I guess I just disagree that it would have been good for Mozilla to fudge the standardization rules.
The rule of having multiple implementations is an important one.
And it might have been possible - surely Google and Microsoft, who supported IndexedDB, had the resource to write an alternative implementation. I don't know the history enough to know why they didn't.
I think I'm more cynical about the process than you are. From my point of view, the process has been intensely political from day one, with rules honoured mainly in the breach.
Has some very good details. And it's certainly funny to see what was said during the discussion with how things turned out in practice.
Edit: I'd sum it up as "Google and Apple argue for a solution that will work on mobile; Mozilla and Oracle don't care about mobile, are weirdly obsessed with the idea that developers hate SQL, and use political manoeuvring to win the fight". (Oracle's role in this seems especially odd, but perhaps they had some longer term strategy in mind.) In any case, in retrospect ignoring mobile was a bad idea, and ditching SQL seems to have had no real benefit.
That's a very misleading summary. Mozilla is rather clear that they don't want to spec on a specific version of SQLite. The one thing that is weird is Mozilla saying that developers want "anything but SQL", which sounds like BS. But even if they were in agreement that SQL was great, the simple fact that there's no independent implementations of SQLite 3.6.whatever's SQL dialect is good enough reason to not make it a standard.
It does show the total need for a fast, JITable intermediate language, and the silliness in not having one from the start, or at least long, long ago.
> Mozilla is rather clear that they don't want to spec on a specific version of SQLite
Not entirely true either. From the link:
> Hixie has said before he’s willing to fully spec the SQL dialect used by [WebSQL]. But since Mozilla categorically refuses to implement the
spec (apparently regardless of whether the SQL dialect is specified), he doesn’t want to put in the work since it would be a comparatively
poor use of time.
It's clear in the email thread that the "spec" world just be codifying exactly what that version of SQLite did. It's not likely they'd pick an existing SQL dialect that's compatible with SQLite, or they'd be essentially limited to that version of SQLite. Result is that you'd end up with the same problem and things would not really be compatible.
Even in that article, the a dev says he's queried the SQLite version in order to detect which exact FT options are available.
The argument for it is basically "eh but it's handy", ignoring the idea of the Web.
I didn't feel the need; it just brings the discussion back to my earlier comment upthread.
If you don't want to just use Sqlite (understandable), and you don't want to write something that is as good as Sqlite (also understandable), then you're going to have a crap database implementation. There's just not a lot of other options there. Jonas' comment just reiterates the lack of choices.
But given the three bad choices, the question does arise: Was IndexedDB really the best of a bad lot? In 2009, a lot of very optimistic things were said about IndexedDB performance, adoption, usage on mobile, developer acceptance. It's been 6 years, and I think it's safe to say that IndexedDB hasn't lived up to anyone's hopes.
Clearly it was dumb for people at Mozilla to take a bullet for Microsoft. But no matter -- I'm curious why you can't see past that and (also) hold Microsoft to account for rejecting WebSQL.
The rule of having multiple implementations is an important one.
And it might have been possible - surely Google and Microsoft, who supported IndexedDB, had the resource to write an alternative implementation. I don't know the history enough to know why they didn't.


= How to complete this task =
All entries below need to be written out exactly, but without their pictures.

(Records from a collection of figures)

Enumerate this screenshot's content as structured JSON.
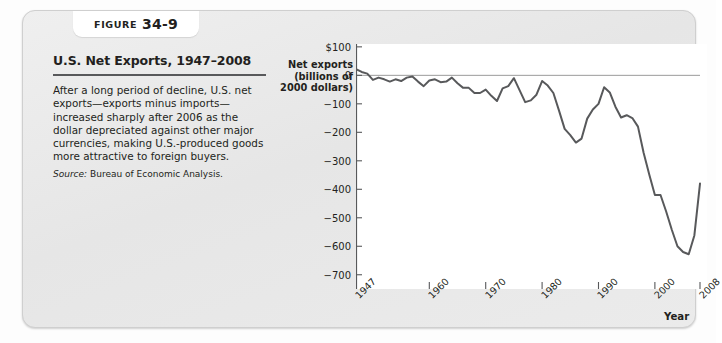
{
  "figure": {
    "badge_word": "Figure",
    "badge_number": "34-9",
    "title": "U.S. Net Exports, 1947–2008",
    "body": "After a long period of decline, U.S. net exports—exports minus imports—increased sharply after 2006 as the dollar depreciated against other major currencies, making U.S.-produced goods more attractive to foreign buyers.",
    "source_label": "Source:",
    "source_text": "Bureau of Economic Analysis."
  },
  "chart_data": {
    "type": "line",
    "title": "U.S. Net Exports, 1947–2008",
    "ylabel": "Net exports (billions of 2000 dollars)",
    "ylabel_lines": [
      "Net exports",
      "(billions of",
      "2000 dollars)"
    ],
    "xlabel": "Year",
    "ylim": [
      -750,
      110
    ],
    "xlim": [
      1947,
      2008
    ],
    "ytick_labels": [
      "$100",
      "0",
      "−100",
      "−200",
      "−300",
      "−400",
      "−500",
      "−600",
      "−700"
    ],
    "yticks": [
      100,
      0,
      -100,
      -200,
      -300,
      -400,
      -500,
      -600,
      -700
    ],
    "xtick_labels": [
      "1947",
      "1960",
      "1970",
      "1980",
      "1990",
      "2000",
      "2008"
    ],
    "xticks": [
      1947,
      1960,
      1970,
      1980,
      1990,
      2000,
      2008
    ],
    "grid": false,
    "zero_line": true,
    "legend": null,
    "series_name": "Net exports",
    "line_color": "#58595b",
    "x": [
      1947,
      1948,
      1949,
      1950,
      1951,
      1952,
      1953,
      1954,
      1955,
      1956,
      1957,
      1958,
      1959,
      1960,
      1961,
      1962,
      1963,
      1964,
      1965,
      1966,
      1967,
      1968,
      1969,
      1970,
      1971,
      1972,
      1973,
      1974,
      1975,
      1976,
      1977,
      1978,
      1979,
      1980,
      1981,
      1982,
      1983,
      1984,
      1985,
      1986,
      1987,
      1988,
      1989,
      1990,
      1991,
      1992,
      1993,
      1994,
      1995,
      1996,
      1997,
      1998,
      1999,
      2000,
      2001,
      2002,
      2003,
      2004,
      2005,
      2006,
      2007,
      2008
    ],
    "values": [
      22,
      12,
      6,
      -16,
      -8,
      -14,
      -22,
      -14,
      -20,
      -8,
      -4,
      -22,
      -38,
      -18,
      -14,
      -24,
      -22,
      -8,
      -28,
      -44,
      -44,
      -62,
      -62,
      -50,
      -72,
      -90,
      -46,
      -38,
      -10,
      -52,
      -94,
      -88,
      -68,
      -20,
      -36,
      -62,
      -124,
      -188,
      -210,
      -236,
      -222,
      -152,
      -120,
      -100,
      -42,
      -60,
      -110,
      -148,
      -140,
      -150,
      -180,
      -272,
      -348,
      -420,
      -420,
      -478,
      -542,
      -600,
      -620,
      -628,
      -562,
      -380
    ],
    "annotations": [
      {
        "text": "Peak near zero in 1947–1948, small surplus"
      },
      {
        "text": "Mid-1980s trough near −236 (1986)"
      },
      {
        "text": "Recovery toward zero in 1991"
      },
      {
        "text": "Steep decline after 1997 to trough −628 (2006)"
      },
      {
        "text": "Sharp increase after 2006 to −380 (2008)"
      }
    ]
  }
}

= Task output =
Enumerate this screenshot's content as structured JSON.
{
  "figure": {
    "badge_word": "Figure",
    "badge_number": "34-9",
    "title": "U.S. Net Exports, 1947–2008",
    "body": "After a long period of decline, U.S. net exports—exports minus imports—increased sharply after 2006 as the dollar depreciated against other major currencies, making U.S.-produced goods more attractive to foreign buyers.",
    "source_label": "Source:",
    "source_text": "Bureau of Economic Analysis."
  },
  "chart_data": {
    "type": "line",
    "title": "U.S. Net Exports, 1947–2008",
    "ylabel": "Net exports (billions of 2000 dollars)",
    "ylabel_lines": [
      "Net exports",
      "(billions of",
      "2000 dollars)"
    ],
    "xlabel": "Year",
    "ylim": [
      -750,
      110
    ],
    "xlim": [
      1947,
      2008
    ],
    "ytick_labels": [
      "$100",
      "0",
      "−100",
      "−200",
      "−300",
      "−400",
      "−500",
      "−600",
      "−700"
    ],
    "yticks": [
      100,
      0,
      -100,
      -200,
      -300,
      -400,
      -500,
      -600,
      -700
    ],
    "xtick_labels": [
      "1947",
      "1960",
      "1970",
      "1980",
      "1990",
      "2000",
      "2008"
    ],
    "xticks": [
      1947,
      1960,
      1970,
      1980,
      1990,
      2000,
      2008
    ],
    "grid": false,
    "zero_line": true,
    "legend": null,
    "series_name": "Net exports",
    "line_color": "#58595b",
    "x": [
      1947,
      1948,
      1949,
      1950,
      1951,
      1952,
      1953,
      1954,
      1955,
      1956,
      1957,
      1958,
      1959,
      1960,
      1961,
      1962,
      1963,
      1964,
      1965,
      1966,
      1967,
      1968,
      1969,
      1970,
      1971,
      1972,
      1973,
      1974,
      1975,
      1976,
      1977,
      1978,
      1979,
      1980,
      1981,
      1982,
      1983,
      1984,
      1985,
      1986,
      1987,
      1988,
      1989,
      1990,
      1991,
      1992,
      1993,
      1994,
      1995,
      1996,
      1997,
      1998,
      1999,
      2000,
      2001,
      2002,
      2003,
      2004,
      2005,
      2006,
      2007,
      2008
    ],
    "values": [
      22,
      12,
      6,
      -16,
      -8,
      -14,
      -22,
      -14,
      -20,
      -8,
      -4,
      -22,
      -38,
      -18,
      -14,
      -24,
      -22,
      -8,
      -28,
      -44,
      -44,
      -62,
      -62,
      -50,
      -72,
      -90,
      -46,
      -38,
      -10,
      -52,
      -94,
      -88,
      -68,
      -20,
      -36,
      -62,
      -124,
      -188,
      -210,
      -236,
      -222,
      -152,
      -120,
      -100,
      -42,
      -60,
      -110,
      -148,
      -140,
      -150,
      -180,
      -272,
      -348,
      -420,
      -420,
      -478,
      -542,
      -600,
      -620,
      -628,
      -562,
      -380
    ],
    "annotations": [
      {
        "text": "Peak near zero in 1947–1948, small surplus"
      },
      {
        "text": "Mid-1980s trough near −236 (1986)"
      },
      {
        "text": "Recovery toward zero in 1991"
      },
      {
        "text": "Steep decline after 1997 to trough −628 (2006)"
      },
      {
        "text": "Sharp increase after 2006 to −380 (2008)"
      }
    ]
  }
}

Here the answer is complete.